The Incarnation of the Son of God
“\[Christ\] made himself nothing, taking the form of a servant, being born in the likeness of men. And being found in human form, he humbled himself by becoming obedient to the point of death, even death on a cross.”
Matthew 20:20–28 demonstrates that first-century inhabitants of the Roman Empire understood the proclivity for people in power to use their position for their own gain. Back then, despotic rulers commonly used their already privileged status to grant themselves even greater advantages and to seek their own ends at the expense of others. Our Savior’s words in this passage show us that such rulers are not models for leadership, especially for the Christian. Moreover, Philippians 2:5–11 tells us that Jesus Himself exemplifies Christian service.
Although the Son of God possesses the highest dignity, worth, and glory because He shares fully in the one essence of God Almighty, He “did not count equality with God a thing to be grasped” (v. 6). That is to say, the Son, before His incarnation, did not see His status as an excuse to seek His own ends at the expense of serving others. On the contrary, His equality with God motivated Him to make Himself “nothing” and come to earth in the likeness of man to meet the needs of His people (vv. 7–8). This is a reference to His incarnation, the second person of the triune God taking to Himself a human nature in the person of Christ Jesus (John 1:14). Adding to Himself all that is essential to humanity, the Son of God walked the earth as the God-man Jesus Christ in order to meet our deepest need — nothing less than perfect atonement for our sin, that we might be reconciled to our most holy Creator (Rom. 3:21–26). In so doing, He provided the clearest revelation of who God is as One whose very disposition is to go to the ultimate lengths to benefit His people.
Christ’s existence as true God and true man, as well as the reality of the transcendent Lord of glory entering into history to save His people, are both profound mysteries. What we do know is that, against those who would espouse a “kenotic Christology,” the Son did not give up any of the attributes that are essential to deity in the incarnation. Instead, He manifested the form of God in the likeness of humanity. Augustine wrote, “He is said to have ‘emptied himself’ in no other way than by taking the form of a servant, not by losing the form of God. For that nature by which he is equal to the Father in the form of God remained immutable while he took our mutable nature” (ACCNT 8, p. 231).
Coram Deo
Advocates of a kenotic Christology say the Son of God set aside certain divine attributes when He became incarnate. Such is impossible, for then He would not be fully God and could not save us. John Calvin comments, “Christ, indeed, could not divest himself of Godhead; but he kept it concealed for a time, that it might not be seen, under the weakness of the flesh. Hence he laid aside his glory in the view of men, not by lessening it, but by concealing it.”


**Task details**
Copy all of the records word for word.

______________________________

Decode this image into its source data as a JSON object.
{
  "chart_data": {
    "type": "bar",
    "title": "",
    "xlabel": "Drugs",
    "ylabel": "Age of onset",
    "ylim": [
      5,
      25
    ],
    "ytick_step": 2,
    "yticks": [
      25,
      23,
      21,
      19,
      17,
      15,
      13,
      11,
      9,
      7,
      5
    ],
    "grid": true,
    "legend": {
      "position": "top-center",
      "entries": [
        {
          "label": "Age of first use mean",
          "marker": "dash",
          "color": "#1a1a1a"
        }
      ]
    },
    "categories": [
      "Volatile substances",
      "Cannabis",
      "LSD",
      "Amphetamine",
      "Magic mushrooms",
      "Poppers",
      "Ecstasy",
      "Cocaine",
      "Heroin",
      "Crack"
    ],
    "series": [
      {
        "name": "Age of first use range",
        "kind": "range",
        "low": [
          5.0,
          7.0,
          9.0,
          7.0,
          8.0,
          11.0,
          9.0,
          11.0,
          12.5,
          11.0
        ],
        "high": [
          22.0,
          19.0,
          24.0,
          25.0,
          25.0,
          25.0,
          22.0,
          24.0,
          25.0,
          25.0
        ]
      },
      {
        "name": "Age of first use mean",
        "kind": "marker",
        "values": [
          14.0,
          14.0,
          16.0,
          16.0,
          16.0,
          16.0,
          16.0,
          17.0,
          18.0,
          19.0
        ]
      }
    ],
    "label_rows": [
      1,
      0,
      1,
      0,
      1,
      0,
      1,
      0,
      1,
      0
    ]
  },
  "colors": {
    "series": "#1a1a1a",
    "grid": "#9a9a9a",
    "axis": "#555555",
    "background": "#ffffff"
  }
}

______________________________

**Answer section**
Decode this image into its source data as a JSON object.
{
  "chart_data": {
    "type": "bar",
    "title": "",
    "xlabel": "Drugs",
    "ylabel": "Age of onset",
    "ylim": [
      5,
      25
    ],
    "ytick_step": 2,
    "yticks": [
      25,
      23,
      21,
      19,
      17,
      15,
      13,
      11,
      9,
      7,
      5
    ],
    "grid": true,
    "legend": {
      "position": "top-center",
      "entries": [
        {
          "label": "Age of first use mean",
          "marker": "dash",
          "color": "#1a1a1a"
        }
      ]
    },
    "categories": [
      "Volatile substances",
      "Cannabis",
      "LSD",
      "Amphetamine",
      "Magic mushrooms",
      "Poppers",
      "Ecstasy",
      "Cocaine",
      "Heroin",
      "Crack"
    ],
    "series": [
      {
        "name": "Age of first use range",
        "kind": "range",
        "low": [
          5.0,
          7.0,
          9.0,
          7.0,
          8.0,
          11.0,
          9.0,
          11.0,
          12.5,
          11.0
        ],
        "high": [
          22.0,
          19.0,
          24.0,
          25.0,
          25.0,
          25.0,
          22.0,
          24.0,
          25.0,
          25.0
        ]
      },
      {
        "name": "Age of first use mean",
        "kind": "marker",
        "values": [
          14.0,
          14.0,
          16.0,
          16.0,
          16.0,
          16.0,
          16.0,
          17.0,
          18.0,
          19.0
        ]
      }
    ],
    "label_rows": [
      1,
      0,
      1,
      0,
      1,
      0,
      1,
      0,
      1,
      0
    ]
  },
  "colors": {
    "series": "#1a1a1a",
    "grid": "#9a9a9a",
    "axis": "#555555",
    "background": "#ffffff"
  }
}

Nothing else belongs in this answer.